Try something like this marshaller.setProperty(Marshaller.JAXB_NO_NAMESPACE_SCHEMA_LOCATION, "class for which namepsace not needed"); in your case it should be
marshaller.setProperty(Marshaller.JAXB_NO_NAMESPACE_SCHEMA_LOCATION, bar.class);

Retrieving minOccurs and maxOccurs from XSElementDecl in XSOM

I have read a similar topic on the matter:
getting the minOccurs attribute using XSOM from an element
but the answer seemed a bit suboptimal, especially when there are hundreds of elements in one xsd file. Is it really the only way to do this, or is there a simpler way?
I would like to retrieve it from XSElementDecl if it's at all possible.
You can't. It's not a property of the element declaration, it's a property of the element particle, which is the relationship between an element declaration and the content model in which it is used.
Now, if the element declaration is a local declaration then it's true enough it can only be used in one content model, so the declaration and the particle are one-to-one, and in the SCM defined in XSD 1.1 it seems that if {variety} is local then you can get {parent} to find the containing model group, and then go back over the particles of this model group. But XSOM doesn't seem to reflect the {parent} property, which is not surprising, because it's not there in XSD 1.0, and there doesn't seem to be anything corresponding to the {scope} property either.
So, the API doesn't seem to allow navigation from the Element declaration to the particles that use that declaration. But then, how did you find the Element declaration if it wasn't via the particle?

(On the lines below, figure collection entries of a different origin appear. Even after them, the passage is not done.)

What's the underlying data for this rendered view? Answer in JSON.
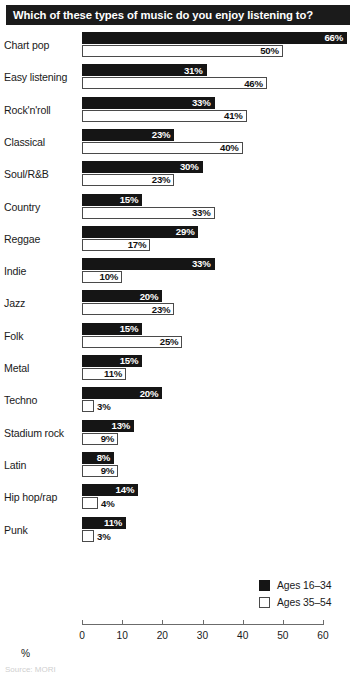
{
  "title": "Which of these types of music do you enjoy listening to?",
  "legend": {
    "items": [
      {
        "label": "Ages 16–34",
        "swatch": "dark"
      },
      {
        "label": "Ages 35–54",
        "swatch": "light"
      }
    ]
  },
  "axis": {
    "xlabel": "%",
    "ticks": [
      "0",
      "10",
      "20",
      "30",
      "40",
      "50",
      "60"
    ]
  },
  "footer": {
    "note": "Source: MORI"
  },
  "chart_data": {
    "type": "bar",
    "orientation": "horizontal",
    "title": "Which of these types of music do you enjoy listening to?",
    "xlabel": "%",
    "ylabel": "",
    "xlim": [
      0,
      60
    ],
    "xticks": [
      0,
      10,
      20,
      30,
      40,
      50,
      60
    ],
    "grid": false,
    "legend_position": "bottom-right",
    "categories": [
      "Chart pop",
      "Easy listening",
      "Rock'n'roll",
      "Classical",
      "Soul/R&B",
      "Country",
      "Reggae",
      "Indie",
      "Jazz",
      "Folk",
      "Metal",
      "Techno",
      "Stadium rock",
      "Latin",
      "Hip hop/rap",
      "Punk"
    ],
    "series": [
      {
        "name": "Ages 16–34",
        "color": "#151515",
        "values": [
          66,
          31,
          33,
          23,
          30,
          15,
          29,
          33,
          20,
          15,
          15,
          20,
          13,
          8,
          14,
          11
        ],
        "labels": [
          "66%",
          "31%",
          "33%",
          "23%",
          "30%",
          "15%",
          "29%",
          "33%",
          "20%",
          "15%",
          "15%",
          "20%",
          "13%",
          "8%",
          "14%",
          "11%"
        ]
      },
      {
        "name": "Ages 35–54",
        "color": "#ffffff",
        "values": [
          50,
          46,
          41,
          40,
          23,
          33,
          17,
          10,
          23,
          25,
          11,
          3,
          9,
          9,
          4,
          3
        ],
        "labels": [
          "50%",
          "46%",
          "41%",
          "40%",
          "23%",
          "33%",
          "17%",
          "10%",
          "23%",
          "25%",
          "11%",
          "3%",
          "9%",
          "9%",
          "4%",
          "3%"
        ]
      }
    ]
  }
}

jaxb umarshalling problem: can not get the attributes on empty xml tags

I have to unmarshal a xml-soap string to a Java object using JAXB. The XML contains a lot of empty tags with filled attributes, for instance most information in the message is relayed as follows:
<ID code="123" codeSystem="12.12.12"/>
I am interested in the attributes.
Problem:
If I inspect the object after the unmarshalling, all the empty tags (like the one above) have no representation (e.g. are null) in the Java object. Only the filled tags (e.g. 123 have been added to the Java object.
Maybe this behaviour is conform xml standards, but I am still interested in the attributes.
Can someone tell me if there is a way to get the attributes??
Possible workaround: to give each element a default value ("") when its null by binding it to an adapter using the bindings-file. But I only succeeded in doing this for simple-types.
Used versions: we are using the jaxb implementation in Java 1.6
Many thanks.
Wybrand.
As there is no default value for XML attributes I would implement the initialization code in the afterUnmarshal method. There you could check all attributes you are interested in and set them to a valid non-null value.
For details how to use afterUnmarshal see: How can I have JAXB call a method after it has completed unmarshalling an XML file into an object?
I solved the problem. But the problem was not JAXB.
The party which sends the xml which I have to umarshall puts a 'null namespace' in the element declaration.
Xml fragment:
The id element has in its declaration xmlns="". (I presume this is a bug) and the root tag has the declaration xmlns:ns3="urn:hl7-org:v3"
For this reason (I think) the jaxb unmarshaller does not see the id element as part of the message.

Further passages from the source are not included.